Embracing Your Inner Algorithm: Part 5

The notion of an AI future is an ongoing one that is fluid and complex. Yuval Harari suggests in his manifesto of a book: ‘Homo Deus: A Brief History of Tomorrow’, that we are already experiencing what is often referred to as humanity’s singularity – our morphing into beings that are beyond human.

Most of us have acquiesced and enabled privacy rights to be compromised when we sign on to apps online, we carry mobile devices that host most of our identity and we already spend much of our day in a virtual world. He suggests that some time in the future, and it may not be too far off, a version of humanity will be sent out into the far reaches of space, equipped physiologically to deal with the constraints of space itself. That is beyond the reach of this article.

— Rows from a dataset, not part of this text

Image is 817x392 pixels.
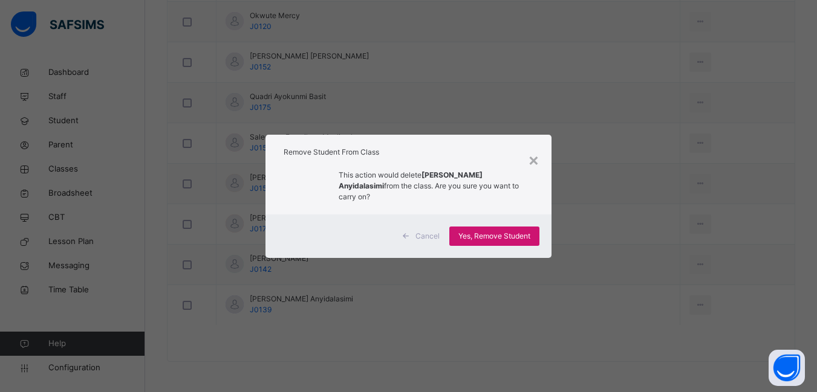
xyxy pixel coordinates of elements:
[415,231,440,242] span: Cancel
[339,170,482,190] strong: [PERSON_NAME] Anyidalasimi
[768,350,805,386] button: Open asap
[284,147,533,158] h1: Remove Student From Class
[339,170,534,203] p: This action would delete from the class. Are you sure you want to carry on?
[458,231,530,242] span: Yes, Remove Student
[528,147,539,172] div: ×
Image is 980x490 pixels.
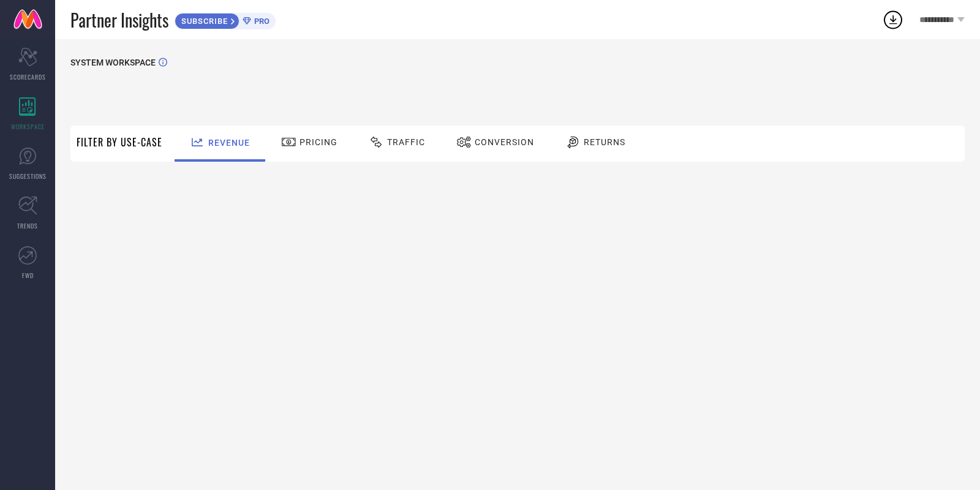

 What is in the frame is the question of human voice.  I’m writing as a voice artist, and an actor. Even live theatre is a space where the complicit engagement with story is tangible and driven by human emotion, but which is also morphing into virtual worlds of motion capture and gaming technology where characters are not human. The Royal Shakespeare Company’s latest version of Midsummer Night’s Dream is a case in point. It  repurposes Shakespeare’s play for an online audience. 

It was conceived by the Audience Of The Future Consortium, which explores “what it means to perform live using technologies such as virtual reality, augmented reality and mixed reality.”

To isolate one final moment in the ‘singularity’, that transition from human experience and emotion (and perhaps I am being dramatic here, but it is an occupational hazard) might be when all stories, all narration is spoken not by human voice but by an algorithm. Where we have acquiesced to having our stories read to us by machines. Certainly there are occasions that already lend themselves to this.  An AI voice that could learn the patterns of behaviour around a dangerous public space might offer repeated warnings over a PA system, your GPS voice will guide you to your destination, Alexa may be able to search and play ‘The funky  Chicken at your request:

THIS NEWS WAS BROUGHT TO YOU BY…

Your digital newspaper may have an accessibility feature in the form of a play button for each article so that you can listen while you drive. Its immediate and efficient – even if it is not always the most engaging way to listen. My own alternative is not financially scalable with that kind of algorithmic competition, but it does offer a human connection. Compare these articles: one read by the algorithmic VO and one by myself. (AI is really closing the gap, but perhaps a human news reader still has some purchase on the story that that deep learning still doesn’t?)

Listen to the Amazon algorithm, and the human next to it. (Mine – embellished with intro audio, but the genre is the same.)

 

As a voice artist, you may be asked to sell the product with specific relation to the values or even the emotions ascribed to it. Think of a sexy car. The brief may have been to appeal to a notion of a tryst – a secretive relationship. Words like ‘smooth’, “sultry”, “appealing” or… well, “sexy”, may be bandied about over the coffee and muffins in studio. (To the voice artist in the booth, that is. Possibly between creative directors and copy writers’ too, but that’s something else…)

The VO on the left is a take on the same ‘Starburst XRC’ – a hypothetical car ad. The brief, remember, is to sell sexiness, intimacy and something secretive around the relationship with a car such as this one. The idea of tryst may be lost on the robots – with words like: “out of home base”…?

PIZZA ANYONE?

This one is a little unfair perhaps – it’s a pizza ad. Can robots imagine taste? (Even IF androids dream of electric sheep!?) Can AI summon a little tongue in cheek? The nostalgia of the good old days when pizza was like THIS?

How do you get a unique take on a pizza? This is what may have happened in studio: Creative Director suggests that the nostalgia is international – to suit the branding. It’s Little Italy, NYC in the fifties when recipes didn’t shy away from the real ingredients that the family chef in the kitchen had insisted on… I’m thinking it may be close to an offer I can’t refuse

Final thoughts…

Impossible. The subject will continue to morph with the development of AI. What I would like to look at next is a take on ACQUISITION of AI, and OWNERSHIP. Which says so much about our attitude about it. Suffice to say, as does Seth Godin, that acquisition is less about humanity’s ideals than it is purely for the sake of acquisition. If AI is to reflect a utopian yearning for those ideals, we’re not close yet. I am haunted by the question: “Will we let the machines tell all of our stories?” What do YOU think?